There are a few different ways you can keep time:
Use the rotation of the Earth. This is a sundial or measuring the position of the stars to track the passage of time. Due to natural variations in the Earth’s orbit, this method is not super accurate, and varies widely over the year and across different latitudes.
Similarly, you could use the orbit of the Moon, however that requires the Moon be visible in the sky, and generally is very hard to get precision closer than a day, and, without telescopes, closer than around a week.
Another option is to use the burn rate of a candle, incense, or similar objects. The accuracy of this depends on how perfectly you can make the devices. The more variation you have, the less accuracy you get.
You can measure the rate at which objects are fall through a hole. The two most common methods here are sand hourglasses and water clocks.
The other major version of a gravitation clock is a to use a pendulum, such as in a grandfather’s clock. This works as it turns out that a pendulum swings with a consistent period based on its length, so you can measure the swings to track time. This was later improved by using electromagnet to help keep the pendulum swinging and also to track the swings better.
Much more recently, it was discovered that a quartz crystal will vibrate at a specific frequency when an electric current is applied. Measuring these vibrations allow for fairly accurate timekeeping, so long as you can apply electricity. This method is much better than prior methods as it doesn’t require any large moving parts and isn’t suspectable to most motion. Overall, this is probably the most common time keeping method used today, found in almost all watches, computers, and clocks. Even if other methods could be used, these devices will normally use a quartz oscillator for some internal timekeeping, such as a computer’s clock cycle.
Even more recently, only discovered in 1879 and starting widespread usage in the 1960s, are atomic clocks. This uses caesium-133 which happens to have an atomic transition between energy states at an extremely accurate frequency when exposed to microwave radiation and can be easily measured. A full scale atomic clock measures time to a precision of 9 billionths of a second and an accuracy of about 15 decimal points, many orders of magnitude better than quartz crystal clocks.
From those, there are a few derived methods. That is, these methods only work *because* one of the previous methods was used, typically a quartz crystal or atomic clock:
The electric grid uses AC power that cycles back and forth in flow direction on a regular basis. Most of the world uses either 50hz or 60hz AC. The precision of this depends on how well the electric grid maintains its power load and supply, though in most developed nations, it will be within a few cycles per day on average.
Many major nations broadcast a radio signal that specifies the exact time according to their standard on a regular basis. In the US, this occurs at least every second using the official atomic clock. Any device can listen for this signal to detect the current time, and is how many self-setting clocks work. If you need more precision than the second, you need to use a local version, such as a quartz crystal, and adjust your tracking when you get the signal.
GPS, and similar systems, work by broadcasting the time, based on an atomic clock on the satellite, and a satellite identifier. As such, you can listen for the GPS signal to grab the time to an extremely high precision, but, again, only with intermittent data, around a second. Tracking at higher precision requires a local time keeping that gets adjusted. Due to the prevalence of GPS systems, this has started to heavily take over from the dedicated radio signal for self-setting clocks.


ABOUT THIS EXERCISE: Your result should be every line of the records below that contains the word "background".
[[ SUPPLIED ENTRIES open ]]
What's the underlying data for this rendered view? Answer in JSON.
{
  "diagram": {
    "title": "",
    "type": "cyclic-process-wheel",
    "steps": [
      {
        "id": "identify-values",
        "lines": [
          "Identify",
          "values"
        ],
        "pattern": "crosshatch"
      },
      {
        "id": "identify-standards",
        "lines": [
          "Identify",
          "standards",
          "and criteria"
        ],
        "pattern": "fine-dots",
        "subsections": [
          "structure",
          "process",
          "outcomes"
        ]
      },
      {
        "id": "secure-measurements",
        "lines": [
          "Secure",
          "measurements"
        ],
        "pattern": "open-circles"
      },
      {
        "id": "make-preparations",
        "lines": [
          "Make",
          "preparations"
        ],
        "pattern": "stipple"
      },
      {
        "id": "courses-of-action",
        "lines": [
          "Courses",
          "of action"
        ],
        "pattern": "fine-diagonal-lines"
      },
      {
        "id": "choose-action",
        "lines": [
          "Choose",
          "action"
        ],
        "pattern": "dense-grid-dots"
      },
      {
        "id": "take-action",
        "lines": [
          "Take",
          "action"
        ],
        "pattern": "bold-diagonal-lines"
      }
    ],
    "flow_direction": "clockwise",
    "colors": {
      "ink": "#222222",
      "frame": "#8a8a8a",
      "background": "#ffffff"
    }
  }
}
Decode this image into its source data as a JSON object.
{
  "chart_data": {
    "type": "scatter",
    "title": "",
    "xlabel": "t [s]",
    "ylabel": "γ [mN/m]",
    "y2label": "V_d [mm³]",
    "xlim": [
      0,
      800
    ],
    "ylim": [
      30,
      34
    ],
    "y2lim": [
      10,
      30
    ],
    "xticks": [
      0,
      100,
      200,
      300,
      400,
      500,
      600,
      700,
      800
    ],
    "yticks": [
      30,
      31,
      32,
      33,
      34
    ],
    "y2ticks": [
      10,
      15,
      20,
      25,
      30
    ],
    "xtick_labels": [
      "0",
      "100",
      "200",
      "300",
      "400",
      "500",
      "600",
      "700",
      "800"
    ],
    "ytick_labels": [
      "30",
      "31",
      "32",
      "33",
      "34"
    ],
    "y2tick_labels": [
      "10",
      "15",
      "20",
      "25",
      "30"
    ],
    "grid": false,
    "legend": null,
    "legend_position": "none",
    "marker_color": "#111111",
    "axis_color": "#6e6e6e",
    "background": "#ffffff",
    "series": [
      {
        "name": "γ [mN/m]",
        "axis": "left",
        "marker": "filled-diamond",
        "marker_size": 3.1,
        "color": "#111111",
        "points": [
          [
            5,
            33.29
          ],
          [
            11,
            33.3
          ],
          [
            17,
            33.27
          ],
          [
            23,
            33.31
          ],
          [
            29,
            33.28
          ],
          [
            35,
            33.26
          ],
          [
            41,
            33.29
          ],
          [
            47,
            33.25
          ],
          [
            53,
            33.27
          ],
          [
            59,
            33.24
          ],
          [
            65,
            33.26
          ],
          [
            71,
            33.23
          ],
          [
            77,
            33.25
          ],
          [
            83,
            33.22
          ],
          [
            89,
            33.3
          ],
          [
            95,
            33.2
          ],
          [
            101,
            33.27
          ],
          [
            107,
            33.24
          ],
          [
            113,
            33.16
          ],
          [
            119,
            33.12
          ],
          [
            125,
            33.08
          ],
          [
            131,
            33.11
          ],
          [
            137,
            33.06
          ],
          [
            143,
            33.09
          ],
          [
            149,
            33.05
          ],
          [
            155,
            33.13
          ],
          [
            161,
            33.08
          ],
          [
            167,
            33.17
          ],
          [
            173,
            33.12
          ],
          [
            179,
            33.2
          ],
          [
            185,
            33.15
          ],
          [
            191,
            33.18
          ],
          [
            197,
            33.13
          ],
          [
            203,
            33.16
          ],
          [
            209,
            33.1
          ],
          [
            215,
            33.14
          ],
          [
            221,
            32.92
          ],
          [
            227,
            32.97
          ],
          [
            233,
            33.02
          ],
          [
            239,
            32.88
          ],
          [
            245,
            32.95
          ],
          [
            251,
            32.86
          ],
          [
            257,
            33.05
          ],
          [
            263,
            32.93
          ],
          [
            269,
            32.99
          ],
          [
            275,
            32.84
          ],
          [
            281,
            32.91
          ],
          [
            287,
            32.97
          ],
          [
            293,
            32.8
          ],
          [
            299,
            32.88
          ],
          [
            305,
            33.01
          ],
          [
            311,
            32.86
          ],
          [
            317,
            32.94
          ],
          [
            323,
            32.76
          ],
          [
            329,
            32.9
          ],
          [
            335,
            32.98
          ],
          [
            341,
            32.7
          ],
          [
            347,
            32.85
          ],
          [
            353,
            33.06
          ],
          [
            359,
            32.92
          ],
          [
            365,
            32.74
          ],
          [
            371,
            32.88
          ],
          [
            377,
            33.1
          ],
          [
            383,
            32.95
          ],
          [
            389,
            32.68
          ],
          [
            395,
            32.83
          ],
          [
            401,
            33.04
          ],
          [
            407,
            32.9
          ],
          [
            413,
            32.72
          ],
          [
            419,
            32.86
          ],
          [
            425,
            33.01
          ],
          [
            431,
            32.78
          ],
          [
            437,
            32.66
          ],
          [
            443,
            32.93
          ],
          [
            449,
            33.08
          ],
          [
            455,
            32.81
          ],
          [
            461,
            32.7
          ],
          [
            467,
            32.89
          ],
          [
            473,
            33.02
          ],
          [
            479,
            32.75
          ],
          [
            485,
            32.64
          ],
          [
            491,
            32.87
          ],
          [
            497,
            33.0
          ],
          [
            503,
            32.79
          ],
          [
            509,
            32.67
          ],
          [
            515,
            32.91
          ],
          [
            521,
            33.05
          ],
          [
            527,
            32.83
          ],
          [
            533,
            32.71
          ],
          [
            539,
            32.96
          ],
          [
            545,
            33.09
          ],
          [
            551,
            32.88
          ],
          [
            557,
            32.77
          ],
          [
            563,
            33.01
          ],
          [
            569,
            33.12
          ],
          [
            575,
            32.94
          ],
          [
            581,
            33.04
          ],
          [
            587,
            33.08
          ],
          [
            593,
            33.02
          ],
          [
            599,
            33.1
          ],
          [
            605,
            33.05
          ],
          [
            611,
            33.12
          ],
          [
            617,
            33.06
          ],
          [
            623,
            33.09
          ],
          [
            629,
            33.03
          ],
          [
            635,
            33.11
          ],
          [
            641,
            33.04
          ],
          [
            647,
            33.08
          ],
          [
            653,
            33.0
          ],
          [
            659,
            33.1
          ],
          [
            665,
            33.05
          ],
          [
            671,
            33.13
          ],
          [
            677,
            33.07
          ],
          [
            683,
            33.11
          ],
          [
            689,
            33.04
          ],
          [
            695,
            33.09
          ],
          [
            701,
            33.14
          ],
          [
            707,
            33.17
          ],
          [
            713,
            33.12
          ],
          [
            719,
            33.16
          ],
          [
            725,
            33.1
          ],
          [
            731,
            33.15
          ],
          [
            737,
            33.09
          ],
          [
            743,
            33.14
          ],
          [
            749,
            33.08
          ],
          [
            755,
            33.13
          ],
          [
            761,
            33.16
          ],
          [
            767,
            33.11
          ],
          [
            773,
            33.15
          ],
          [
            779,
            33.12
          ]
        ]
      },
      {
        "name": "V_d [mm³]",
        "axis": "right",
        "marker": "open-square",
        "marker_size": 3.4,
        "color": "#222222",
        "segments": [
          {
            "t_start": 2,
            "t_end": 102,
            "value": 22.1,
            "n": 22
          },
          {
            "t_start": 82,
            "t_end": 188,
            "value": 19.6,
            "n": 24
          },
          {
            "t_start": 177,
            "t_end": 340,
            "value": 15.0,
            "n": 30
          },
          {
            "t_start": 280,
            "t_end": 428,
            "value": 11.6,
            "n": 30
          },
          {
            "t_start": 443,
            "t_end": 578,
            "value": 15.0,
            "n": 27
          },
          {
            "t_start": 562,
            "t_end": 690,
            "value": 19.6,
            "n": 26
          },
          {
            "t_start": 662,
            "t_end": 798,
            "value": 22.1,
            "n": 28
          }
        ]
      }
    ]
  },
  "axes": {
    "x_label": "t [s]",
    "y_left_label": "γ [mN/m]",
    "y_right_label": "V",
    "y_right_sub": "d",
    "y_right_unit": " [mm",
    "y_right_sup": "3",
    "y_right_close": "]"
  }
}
[[ SUPPLIED ENTRIES closed ]]
RESPONSE TO THIS EXERCISE:
      "background": "#ffffff"
    "background": "#ffffff",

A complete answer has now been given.